Family of Burned Arab Demands Demolition of Jewish Suspects’ Homes

YERUSHALAYIM
Israeli police secure a street during clashes with protesters (unseen) in the Arab Israeli city of Nazareth, northern Israel , July 5, 2014, as tension and violence between Israel and Palestinians has risen all over the country including the Israeli Arab cities following the death of Palestinian teenager Muhammad Hussein Abu Khdair. Photo by Gil Eliyahu/Flash90
Israeli police secure a street during clashes with protesters in the Arab Israeli city of Nazareth, July 5, 2014, following the death of Palestinian teenager Muhammad Hussein Abu-Khdeir. (Gil Eliyahu/Flash90)

The family of Muhammad Abu-Khdeir, the Arab teen who was burned to death in 2014 by Jews, has filed a petition with the High Court demanding that the IDF demolish the homes of the Israelis convicted of his murder. The petition demands the demolition in order to ensure equality with the demolition of the homes of Arab terrorists.

Abu-Khdeir was kidnapped from in Shuafat and taken to the Yerushalayim Forest, where three Jews tied him up and set fire to him. The three were convicted and sentenced, and are serving terms of between 20 months and life imprisonment.

According to the petition, “the state must act in an equitable manner and demolition the homes of the three, just as it does for Palestinians.” In response, the state said that the demolition of Palestinian homes was not done as revenge for an attack, but as a warning to others not to attempt to duplicate their efforts. Responding to that point, the petitioners said that recent events had proven that there was an organized incitement campaign against Palestinians, and that the state needed to provide a warning for members of this group as well.

Meanwhile, a Tel Aviv court on Thursday released a suspect who had been held until the end of proceedings against him in the Duma arson case. The Shin Bet had arrested a number of suspects in the case, in which Jewish arsonists were suspected in the firebombing of the homes of the Dawabsheh family in January 2015, in which 18-month-old Ali Dawabsheh was killed. Indicted in the incident was a 21-year-old Israeli, who confessed to participating in the crime but later said that the confession had been extracted from him by “torture,” said his attorney, right-wing activist Itamar Ben Gvir.

A number of minors were also arrested, and it was one of the minors who were released.The youth was represented by Ben Gvir as well, who said that the decision was “an important one, since in the interim after this youth’s arrest numerous minors who threw firebombs at Jews were arrested and released, on the principle that an arrest does not necessarily mean that an individual is guilty and should be punished. I hope that the court will go further and accept the claims of the main suspect in this case that his confession was extracted from him by forcing him to suffer and using deceptive tactics.”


**Task statement**
From the records below, extract all the text exactly and leave the images behind.

----

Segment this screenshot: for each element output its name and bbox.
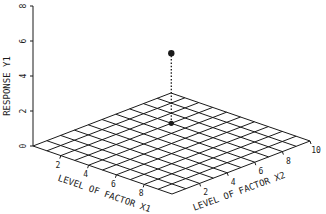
x1-tick-label: 2 (55, 161, 60, 170)
grid-line-x2 (130, 109, 269, 157)
x1-tick-label: 6 (111, 180, 116, 189)
response-tick-label: 6 (19, 38, 28, 43)
x2-tick-label: 2 (203, 188, 208, 197)
grid-line-x1 (130, 127, 268, 180)
response-tick-labels: 02468 (19, 3, 28, 148)
x2-tick (310, 141, 311, 144)
grid-line-x2 (171, 93, 310, 141)
grid-line-x2 (116, 114, 255, 162)
grid-line-x1 (144, 131, 282, 184)
grid-line-x2 (143, 104, 282, 152)
x2-tick-labels: 246810 (203, 146, 321, 197)
response-surface-chart: 02468 2468 246810 RESPONSE Y1 LEVEL OF F… (0, 0, 326, 214)
response-axis-title: RESPONSE Y1 (2, 56, 12, 116)
axis-ticks (30, 6, 311, 187)
response-tick-label: 4 (19, 73, 28, 78)
response-tick-label: 8 (19, 3, 28, 8)
x2-tick (200, 183, 201, 186)
x2-tick (255, 162, 256, 165)
base-point-marker (169, 121, 174, 126)
grid-line-x1 (116, 122, 254, 175)
x2-tick (282, 152, 283, 155)
x2-tick (227, 173, 228, 176)
grid-line-x2 (102, 120, 241, 168)
x1-tick (115, 175, 116, 178)
x1-tick (143, 184, 144, 187)
response-point-marker (168, 50, 174, 56)
response-tick-label: 2 (19, 108, 28, 113)
response-tick-label: 0 (19, 143, 28, 148)
grid-line-x2 (157, 98, 296, 146)
x2-tick-label: 4 (231, 178, 236, 187)
x1-tick-label: 8 (139, 189, 144, 198)
x2-tick-label: 8 (286, 157, 291, 166)
x1-tick (88, 165, 89, 168)
x2-tick-label: 6 (258, 167, 263, 176)
x1-tick (60, 156, 61, 159)
x2-tick-label: 10 (311, 146, 321, 155)
x1-tick-label: 4 (83, 170, 88, 179)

----

**Your solution**
Segment this screenshot: for each element output its name and bbox.
x1-tick-label: 2 (55, 161, 60, 170)
grid-line-x2 (130, 109, 269, 157)
x1-tick-label: 6 (111, 180, 116, 189)
response-tick-label: 6 (19, 38, 28, 43)
x2-tick-label: 2 (203, 188, 208, 197)
grid-line-x1 (130, 127, 268, 180)
response-tick-labels: 02468 (19, 3, 28, 148)
x2-tick (310, 141, 311, 144)
grid-line-x2 (171, 93, 310, 141)
grid-line-x2 (116, 114, 255, 162)
grid-line-x1 (144, 131, 282, 184)
grid-line-x2 (143, 104, 282, 152)
x2-tick-labels: 246810 (203, 146, 321, 197)
response-surface-chart: 02468 2468 246810 RESPONSE Y1 LEVEL OF F… (0, 0, 326, 214)
response-axis-title: RESPONSE Y1 (2, 56, 12, 116)
axis-ticks (30, 6, 311, 187)
response-tick-label: 4 (19, 73, 28, 78)
response-tick-label: 8 (19, 3, 28, 8)
x2-tick (200, 183, 201, 186)
x2-tick (255, 162, 256, 165)
base-point-marker (169, 121, 174, 126)
grid-line-x1 (116, 122, 254, 175)
x2-tick (282, 152, 283, 155)
x2-tick (227, 173, 228, 176)
grid-line-x2 (102, 120, 241, 168)
x1-tick (115, 175, 116, 178)
x1-tick (143, 184, 144, 187)
response-point-marker (168, 50, 174, 56)
response-tick-label: 2 (19, 108, 28, 113)
response-tick-label: 0 (19, 143, 28, 148)
grid-line-x2 (157, 98, 296, 146)
x2-tick-label: 4 (231, 178, 236, 187)
x1-tick-label: 8 (139, 189, 144, 198)
x2-tick-label: 8 (286, 157, 291, 166)
x1-tick (88, 165, 89, 168)
x2-tick-label: 6 (258, 167, 263, 176)
x1-tick (60, 156, 61, 159)
x2-tick-label: 10 (311, 146, 321, 155)
x1-tick-label: 4 (83, 170, 88, 179)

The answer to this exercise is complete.